Google's host carousels (recipes, courses, restaurants, movies) don't fire off your detail-page markup alone — they need a summary page carrying an ItemList of ListItem nodes with position and url pointing to each detail page that carries the real schema. Two-tier structure, and the top tier is what most sites omit.

The insider detail — the ItemList page itself doesn't repeat the full recipe/course data; it just orders and links. The detail pages do the heavy lifting. Get the wiring wrong and you get individual rich results but no carousel.

What it means for you — if you have a category of richly-marked pages and no carousel, check whether you've built the ItemList hub. That's usually the missing piece.

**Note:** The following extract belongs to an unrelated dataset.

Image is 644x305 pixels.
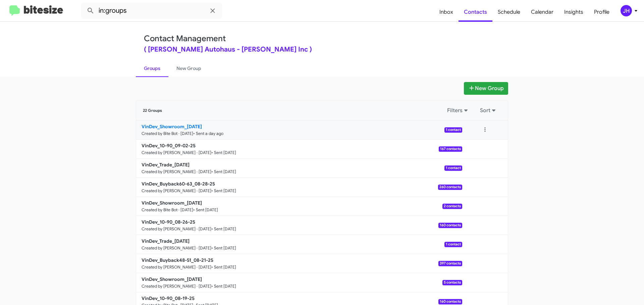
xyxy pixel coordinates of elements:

Watch this: carousel eligibility is the cheapest SERP real-estate upgrade going unused.
Clip and SeekToAction markup is the key chapters nobody implements

Google's video key-moments rely on either explicit Clip markup (manual start/end with names) or SeekToAction that tells Google your URL fragment pattern so it can auto-detect chapters. Most channels rely on YouTube's own chapters and never touch the on-page VideoObject extension.

The edge — for self-hosted or embedded video on your own domain, Clip markup is the only way to claim key-moments real estate in the SERP. Each Clip needs a startOffset, name, and a deep-linkable url.

What it means for you — if you publish tutorial or product video on your own pages, add Clip nodes to your VideoObject. You turn one blue link into a stack of jump-to-moment links.

Watch this: AI video summarizers read Clip names too — free chapter labels for the machines.
Your JSON-LD has a render budget — and bloated graphs blow it

Here's the unglamorous truth: Googlebot fetches your raw HTML for structured data before full render in many cases, but if your JSON-LD is injected client-side by a tag manager, it may miss the first pass entirely. As of this week, more crawl-diagnostics threads point to GTM-injected schema as the silent reason 'no items detected' shows up despite working markup in the browser.

The rule pros follow — render JSON-LD server-side, in the initial HTML, never via deferred JavaScript. If a tag manager is your only option, accept that it's a gamble on the rendered pass.

What it means for you — view-source (not inspect-element) your pages. If schema isn't in view-source, Google's first crawl can't see it, and AI crawlers that don't execute JS definitely can't.

Watch this: JS-injected schema is the most common invisible failure of 2026.
QAPage survived the FAQ purge — and it's the markup forums forgot

When Google gutted FAQPage rich results, it left QAPage alone — the type built for single-question pages where users post answers (forums, Q&A communities, support threads). It still earns rich results with upvote counts and accepted-answer badges via acceptedAnswer and suggestedAnswer.

The distinction that trips people — FAQPage is author-written Q&A; QAPage is user-generated single-question threads. Mislabel a forum thread as FAQPage and you get nothing; label it QAPage and you can still earn vote-count snippets.

What it means for you — if you run community, support, or UGC Q&A, you have a live rich-result type while everyone else mourns FAQs. Mark upvoteCount and the accepted answer.

Watch this: UGC Q&A is one of the last expanding rich-result surfaces in Google.